Date: Sat, 7 Nov 2020 21:40:17 +0200
User-agent: Mozilla/5.0 (X11; Linux x86_64; rv:68.0) Gecko/20100101 Thunderbird/68.10.0

On 07.11.2020 15:26, Yuri Khan wrote:
On Wed, 28 Oct 2020 at 03:56, Dmitry Gutov <dgutov@yandex.ru> wrote:

Speaking of Xref, we could add some new commands: to remove items from
the list, to undo removals. And a stacking for searches, so you could go
back to the previous search result. Not sure how much that will help.

A stack/history would be very nice, yeah. To the point that I actually
caught myself trying to press ‘l’ in xref and grep result buffers.

This shouldn't be too different to implement either. You can start with a bug report, and then we'll see who has the time to work on it first.

I don't have a solution, personally, and I usually work in a dynamic
language where this isn't a very feasible thing to do.

“We know that it has no solution, too. But we wish to learn how to solve it.”

;-)

I’m working in Python, which is a dynamic language. Theoretically, in
Python one does not have to declare argument and return types, and the
call graph can change its structure at run time because functions are
first-class values and because of class-based polymorphism. In
practice, my project is mostly type-annotated (with mypy
sanity-checking the annotations), and the use of polymorphism and
dynamic binding is limited.

Python still has it easier than Ruby, because at least you have to explicitly import all packages and/or used functions in a given file. That means you can generally be sure where any function and class definition is from.
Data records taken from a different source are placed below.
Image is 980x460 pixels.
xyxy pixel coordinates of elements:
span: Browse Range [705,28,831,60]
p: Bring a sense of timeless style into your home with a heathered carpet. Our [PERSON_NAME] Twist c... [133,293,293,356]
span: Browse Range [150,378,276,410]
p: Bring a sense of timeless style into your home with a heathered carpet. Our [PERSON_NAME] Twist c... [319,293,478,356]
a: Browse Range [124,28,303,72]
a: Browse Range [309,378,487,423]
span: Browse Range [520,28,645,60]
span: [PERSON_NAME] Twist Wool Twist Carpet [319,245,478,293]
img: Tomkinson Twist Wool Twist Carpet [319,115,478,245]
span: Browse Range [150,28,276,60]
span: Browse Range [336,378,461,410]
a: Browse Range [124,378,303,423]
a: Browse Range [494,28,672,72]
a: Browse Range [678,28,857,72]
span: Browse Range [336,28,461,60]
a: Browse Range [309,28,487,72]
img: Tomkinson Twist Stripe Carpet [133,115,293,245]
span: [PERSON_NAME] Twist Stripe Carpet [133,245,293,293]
Of course, heavily dynamic code throws a wrench into this, but it's usually in the minority.

* https://github.com/beacoder/call-graph uses GNU Global.
* Here's a recipe for a graphical call graph:

Yeah, there exist many tools that attempt to take in the whole project
and generate a complete call graph. In my experience, most of the
time, for any project more complex than Hello World, the resulting
graph is too messy to be helpful.

The call-graph features that looked relevant to me are how (looking at the list of commands and the gifs) you manually choose which nodes in the tree to expand further (which is necessary, since otherwise the tree can become very wide/unmanageable), as well as remove elements from it interactively.
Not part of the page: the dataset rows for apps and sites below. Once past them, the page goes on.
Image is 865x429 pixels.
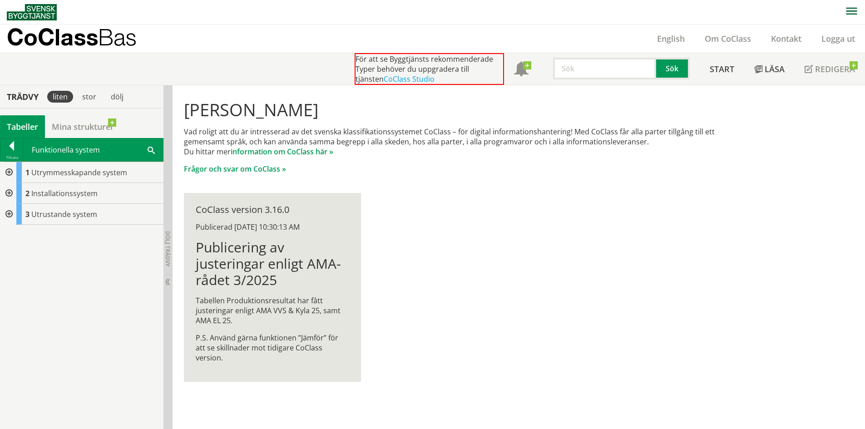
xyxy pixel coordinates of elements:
[31,168,127,178] span: Utrymmesskapande system
[164,231,172,267] span: Dölj trädvy
[384,74,435,84] a: CoClass Studio
[710,64,734,74] span: Start
[25,188,30,198] span: 2
[25,168,30,178] span: 1
[184,127,742,157] p: Vad roligt att du är intresserad av det svenska klassifikationssystemet CoClass – för digital inf...
[31,209,97,219] span: Utrustande system
[231,147,333,157] a: information om CoClass här »
[98,24,137,50] span: Bas
[744,53,795,85] a: Läsa
[24,138,163,161] div: Funktionella system
[811,33,865,44] a: Logga ut
[765,64,785,74] span: Läsa
[0,154,23,161] div: Tillbaka
[553,58,656,79] input: Sök
[7,32,137,42] p: CoClass
[7,25,156,53] a: CoClassBas
[2,92,44,102] div: Trädvy
[647,33,695,44] a: English
[77,91,102,103] div: stor
[795,53,865,85] a: Redigera
[47,91,73,103] div: liten
[45,115,121,138] a: Mina strukturer
[184,164,286,174] a: Frågor och svar om CoClass »
[656,58,690,79] button: Sök
[695,33,761,44] a: Om CoClass
[815,64,855,74] span: Redigera
[761,33,811,44] a: Kontakt
[196,296,349,326] p: Tabellen Produktionsresultat har fått justeringar enligt AMA VVS & Kyla 25, samt AMA EL 25.
[514,63,529,77] span: Notifikationer
[196,239,349,288] h1: Publicering av justeringar enligt AMA-rådet 3/2025
[31,188,98,198] span: Installationssystem
[148,145,155,154] span: Sök i tabellen
[196,333,349,363] p: P.S. Använd gärna funktionen ”Jämför” för att se skillnader mot tidigare CoClass version.
[196,205,349,215] div: CoClass version 3.16.0
[355,53,504,85] div: För att se Byggtjänsts rekommenderade Typer behöver du uppgradera till tjänsten
[7,4,57,20] img: Svensk Byggtjänst
[105,91,129,103] div: dölj
[196,222,349,232] div: Publicerad [DATE] 10:30:13 AM
[184,99,742,119] h1: [PERSON_NAME]
[25,209,30,219] span: 3
[700,53,744,85] a: Start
But yeah, in the current state it's definitely not ideal.

Eric S. Raymond once wrote up[1] the difference between automatons
(programs that attempt to solve the problem fully without human
involvement) and judgment amplifiers (programs that help the human
solve the problem by automating parts of the process). I think I’m
looking for a tool in the latter category.

It's a more difficult category, too, I think.

One has to balance the necessary features for the task at hand, and flexibility (to enable some set of related tasks), and efficiency as well (to minimize the manual work anyway).